I love the chain of domino-humans pulling up their phones.
posted by tickingclock at 6:20 PM on April 13, 2016 [6 favorites]


In 100 years viewers will be able to date videos as "post 2010" by the number of participants holding up a smartphone.
posted by telstar at 6:27 PM on April 13, 2016 [2 favorites]


1. The people on the turns have the worst position
2. Is there some kind of judging criteria for human error/cheating, say if someone anticipates the mattress hitting them instead of letting it hit them, or if someone actually deliberately falls back on their own instead of letting the mattress knock them over? Or does it even matter?
posted by chococat at 8:13 PM on April 13, 2016 [1 favorite]

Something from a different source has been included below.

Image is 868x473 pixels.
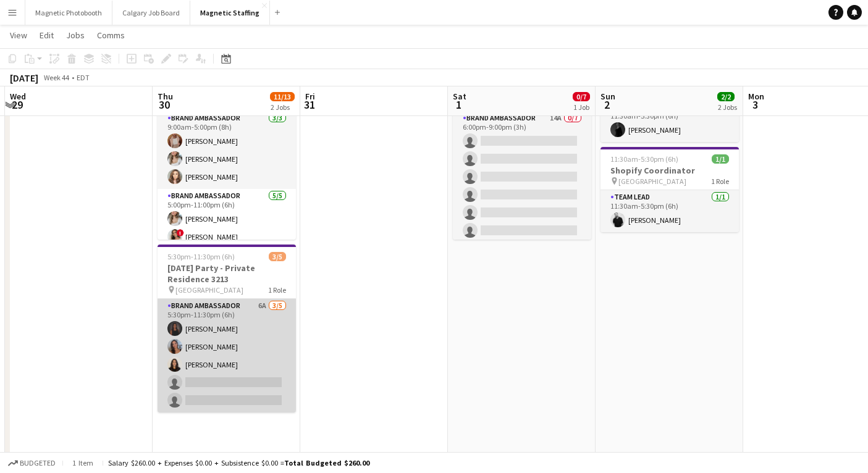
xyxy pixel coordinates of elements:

Yeah, this seems really easy to cheat at - say you're number 1104 and the mattress in front of you kind of grazes your knee but doesn't, by itself, knock you over - are you going to be asshole who stays standing up? So I'm guessing it doesn't matter and it's just a goofy record for "most humans and mattresses in a large space". Which makes it sound like I didn't like it - not true! It's silly fun.
posted by echo target at 8:46 PM on April 13, 2016 [1 favorite]

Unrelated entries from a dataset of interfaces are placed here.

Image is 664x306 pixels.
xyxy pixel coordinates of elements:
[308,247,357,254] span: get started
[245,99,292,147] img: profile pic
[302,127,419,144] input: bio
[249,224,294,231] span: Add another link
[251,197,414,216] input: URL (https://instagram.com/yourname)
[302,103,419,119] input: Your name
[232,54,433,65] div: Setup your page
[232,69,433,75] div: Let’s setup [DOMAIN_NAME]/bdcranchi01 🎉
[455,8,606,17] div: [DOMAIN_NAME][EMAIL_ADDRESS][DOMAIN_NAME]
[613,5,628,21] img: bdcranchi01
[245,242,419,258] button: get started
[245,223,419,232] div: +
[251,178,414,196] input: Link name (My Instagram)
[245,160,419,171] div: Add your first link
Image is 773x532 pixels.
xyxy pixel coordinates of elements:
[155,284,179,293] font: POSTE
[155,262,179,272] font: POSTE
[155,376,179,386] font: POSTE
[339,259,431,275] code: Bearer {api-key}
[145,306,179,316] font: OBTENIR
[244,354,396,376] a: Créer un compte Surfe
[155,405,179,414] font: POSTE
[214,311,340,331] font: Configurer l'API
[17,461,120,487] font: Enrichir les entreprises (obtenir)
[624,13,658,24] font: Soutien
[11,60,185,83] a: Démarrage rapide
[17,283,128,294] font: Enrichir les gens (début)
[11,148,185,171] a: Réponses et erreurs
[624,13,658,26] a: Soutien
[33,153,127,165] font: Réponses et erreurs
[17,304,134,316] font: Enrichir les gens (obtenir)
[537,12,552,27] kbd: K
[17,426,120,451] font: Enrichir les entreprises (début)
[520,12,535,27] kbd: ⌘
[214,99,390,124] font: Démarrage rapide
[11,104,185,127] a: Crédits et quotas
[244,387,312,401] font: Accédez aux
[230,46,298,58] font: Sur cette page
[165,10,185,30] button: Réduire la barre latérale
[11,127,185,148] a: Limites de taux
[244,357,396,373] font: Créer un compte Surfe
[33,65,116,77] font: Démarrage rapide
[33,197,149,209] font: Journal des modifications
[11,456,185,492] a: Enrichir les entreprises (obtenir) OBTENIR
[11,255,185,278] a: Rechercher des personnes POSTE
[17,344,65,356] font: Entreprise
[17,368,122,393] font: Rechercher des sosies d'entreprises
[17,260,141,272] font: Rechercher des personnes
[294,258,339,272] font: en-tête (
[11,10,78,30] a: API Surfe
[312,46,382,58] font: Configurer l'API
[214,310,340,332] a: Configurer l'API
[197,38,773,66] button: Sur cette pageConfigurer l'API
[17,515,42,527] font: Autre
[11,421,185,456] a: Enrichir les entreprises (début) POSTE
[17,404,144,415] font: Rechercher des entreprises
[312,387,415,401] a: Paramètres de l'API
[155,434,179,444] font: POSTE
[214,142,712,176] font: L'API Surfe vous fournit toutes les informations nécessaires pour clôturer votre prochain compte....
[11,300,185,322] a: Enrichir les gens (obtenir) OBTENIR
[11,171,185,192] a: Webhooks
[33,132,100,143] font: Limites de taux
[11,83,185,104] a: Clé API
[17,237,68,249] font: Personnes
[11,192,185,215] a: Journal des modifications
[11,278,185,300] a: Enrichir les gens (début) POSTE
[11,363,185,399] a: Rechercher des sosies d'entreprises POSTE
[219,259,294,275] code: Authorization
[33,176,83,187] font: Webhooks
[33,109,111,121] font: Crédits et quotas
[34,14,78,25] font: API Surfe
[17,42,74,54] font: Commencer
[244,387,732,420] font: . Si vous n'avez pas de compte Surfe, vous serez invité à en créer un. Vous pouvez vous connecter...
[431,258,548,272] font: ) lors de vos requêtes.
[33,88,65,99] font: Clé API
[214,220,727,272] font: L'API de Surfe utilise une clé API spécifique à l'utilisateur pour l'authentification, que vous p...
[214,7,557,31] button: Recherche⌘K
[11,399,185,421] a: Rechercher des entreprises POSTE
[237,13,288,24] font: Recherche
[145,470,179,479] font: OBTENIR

nevercalm, thank you so much for your work, that video was great! I'm not even sorry the record was broken so fast, it was one of the more entertaining videos out of all of them. That poor camera man lugging that huge camera and running along all 380 people was a trooper!

Is there some kind of judging criteria for human error/cheating

From what I read the rules are that each person has to stay connected (mostly touching) to their mattress, and has to be knocked down by the previous mattress falling on them. I think some of the attempts in that list were not verified by Guinness because the video could show that some people started falling before getting hit; that 41 persons attempt at the top seems like it didn't "set" the record, and Guinness only considered the 80 persons one the first official record. I imagine there were people that flinched when the mattress were coming at them and fell backwards out of instinct. In the video for the 1001 persons attempt in Shanghai, an organizer interviewed was very appreciative that the volunteers followed the rules and "didn't move when a mattress was falling on them".

Who knew there were such drama in the world of people mattress dominoes!
posted by numaner at 9:17 PM on April 13, 2016 [2 favorites]


...the entire deck of the Intrepid stern to bow and back again several times on our hands and knees..

So just a regular old FOD walkdown?
posted by Confess, Fletch at 10:25 PM on April 13, 2016


I've just had to email my friend who was one of the previous world record holders with the bad news...
posted by Just this guy, y'know at 1:47 AM on April 14, 2016


The publicity value of these events seem to be rather small indeed, I never knew of Höffner's world record, although their advertisement is all over the place here in Berlin.

Some commenters may have missed it, the mattresses of this event will be donated, so yeah, this was a good thing.

(And what an impressive collection of beer tummies - they might have set a new record there, too)
posted by ojemine at 3:39 AM on April 14, 2016


/So just a regular old FOD walkdown?

Nope, doesn't seem to be, I didn't see anyone crawling.